England’s ‘over-prepared’ claim raises eyebrows
Jasper Bruce and Joel Gould |
Former England cricketers have questioned coach Brendon McCullum’s claim that the tourists trained too hard for the Gabba Test, which ended in a loss that leaves their Ashes hopes in tatters.
England’s training regime has been a point of focus this series, with only internal fixtures and no official practice match scheduled ahead of their first-Test loss in Perth.
Heading into the crucial pink-ball Test in Brisbane, Australia had played and won three day-night matches since England’s last one in 2023.
But the entire team from the loss in Perth opted to skip out on playing in a day-night tour match against the Prime Minister’s XI in Canberra and head straight to Brisbane.
The decision prompted questions as to whether five days of training and no match practice was the best preparation for a clash with the day-night masters.
As ‘Bazball’ architect McCullum saw it, England had the opposite issue.
“I actually felt like we over-prepared to be honest,” England’s coach said on Channel 7 after the eight-wicket loss.
“I think sometimes when you’re in the heat of the battle, as we all know, sometimes the most important thing is to feel a bit fresh.”
Retired England cricketers Kevin Pietersen and Darren Gough, who played 162 Tests between them, were among those to question the claim on social media.
English Test legend Geoffrey Boycott, one of the side’s most outspoken critics after the loss in Perth, was similarly scathing of the Gabba effort.
“Brisbane was a horror show,” he wrote in UK newspaper The Telegraph.
“England talk the talk but can’t walk the walk. With this sort of batting and bowling they couldn’t win an egg cup, let alone the Ashes urn.”
England will have a chance to freshen up when they head to Noosa for a getaway before the third Test match that begins in Adelaide on December 17.
Paparazzi are set to be out in force trying to catch the tourists lounging around in the sun as their Ashes hopes hang by a thread.
Aside from the rebukes back home, the team received plenty of scrutiny from the Australian press this series when three players, including captain Ben Stokes, were photographed riding e-scooters without helmets.
Stokes said the Sunshine Coast sojourn would be a chance for a much-needed physical and mental break.
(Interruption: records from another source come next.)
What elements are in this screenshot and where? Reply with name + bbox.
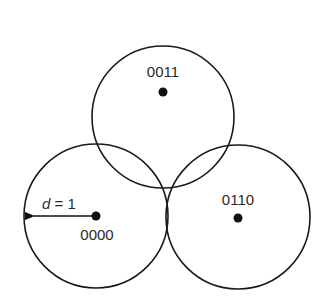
center-dot: [92, 212, 101, 221]
sphere-0011: 0011: [92, 46, 234, 188]
sphere-0000: d = 1 0000: [24, 144, 168, 288]
radius-value: = 1: [50, 195, 75, 212]
center-dot: [234, 214, 243, 223]
hamming-sphere-diagram: 0011 d = 1 0000 0110: [0, 0, 328, 307]
center-dot: [159, 88, 168, 97]
codeword-label: 0000: [80, 226, 113, 243]
radius-label: d = 1: [42, 195, 76, 212]
sphere-0110: 0110: [166, 145, 310, 289]
codeword-label: 0011: [147, 63, 179, 80]
codeword-label: 0110: [222, 191, 254, 208]
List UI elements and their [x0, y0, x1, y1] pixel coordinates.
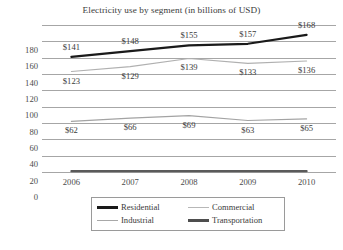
- data-label: $66: [107, 123, 153, 132]
- data-label: $136: [284, 66, 330, 75]
- x-axis: 20062007200820092010: [42, 178, 336, 192]
- y-axis-tick-label: 160: [4, 62, 38, 71]
- data-label: $139: [166, 63, 212, 72]
- y-axis-tick-label: 80: [4, 128, 38, 137]
- chart-legend: ResidentialCommercialIndustrialTransport…: [91, 197, 285, 231]
- data-label: $155: [166, 31, 212, 40]
- legend-line-icon: [97, 206, 118, 208]
- x-axis-tick-label: 2010: [285, 178, 329, 187]
- data-label: $129: [107, 72, 153, 81]
- data-label: $141: [48, 43, 94, 52]
- legend-item[interactable]: Transportation: [188, 216, 279, 225]
- chart-container: Electricity use by segment (in billions …: [0, 0, 343, 250]
- x-axis-tick-label: 2009: [226, 178, 270, 187]
- x-axis-tick-label: 2008: [167, 178, 211, 187]
- legend-label: Residential: [121, 203, 160, 212]
- y-axis-tick-label: 120: [4, 95, 38, 104]
- legend-item[interactable]: Industrial: [97, 216, 188, 225]
- data-label: $148: [107, 37, 153, 46]
- legend-line-icon: [188, 219, 209, 221]
- data-label: $63: [225, 126, 271, 135]
- legend-label: Industrial: [121, 216, 154, 225]
- data-label: $62: [48, 126, 94, 135]
- y-axis-tick-label: 140: [4, 79, 38, 88]
- legend-item[interactable]: Residential: [97, 203, 188, 212]
- y-axis-tick-label: 40: [4, 160, 38, 169]
- data-label: $157: [225, 30, 271, 39]
- y-axis-tick-label: 100: [4, 111, 38, 120]
- y-axis-tick-label: 0: [4, 193, 38, 202]
- y-axis-tick-label: 20: [4, 177, 38, 186]
- legend-line-icon: [97, 220, 118, 221]
- x-axis-tick-label: 2006: [49, 178, 93, 187]
- legend-item[interactable]: Commercial: [188, 203, 279, 212]
- legend-line-icon: [188, 207, 209, 208]
- plot-area: $141$148$155$157$168$123$129$139$133$136…: [42, 25, 336, 172]
- y-axis: 020406080100120140160180: [0, 25, 38, 172]
- legend-label: Transportation: [212, 216, 262, 225]
- data-label: $168: [284, 21, 330, 30]
- chart-title: Electricity use by segment (in billions …: [0, 5, 343, 15]
- data-label: $123: [48, 77, 94, 86]
- data-label: $133: [225, 68, 271, 77]
- y-axis-tick-label: 60: [4, 144, 38, 153]
- data-label: $65: [284, 124, 330, 133]
- data-label: $69: [166, 121, 212, 130]
- y-axis-tick-label: 180: [4, 46, 38, 55]
- legend-label: Commercial: [212, 203, 254, 212]
- x-axis-tick-label: 2007: [108, 178, 152, 187]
“We have been here four weeks and they have been pretty full on,” the allrounder said.
“It is so important when teams, when they do get an occasion or opportunity, go away as a team and put the pressures of this aside for a couple of days.”

Asked for his opinion on McCullum’s over-preparation comment, Stokes said England needed to prioritise training smarter, not harder.
“There is a great saying that I know: ‘Are you going to train to train or train to dominate?’,” Stokes said.
“There is a lot of training that you see going on where you are doing it for the sake of doing it and not achieving anything.
“On the back of the first Test match, when we desperately want something like we do, maybe you can fall into that ‘train to train’. I have been guilty of that myself. But I like to train to dominate.”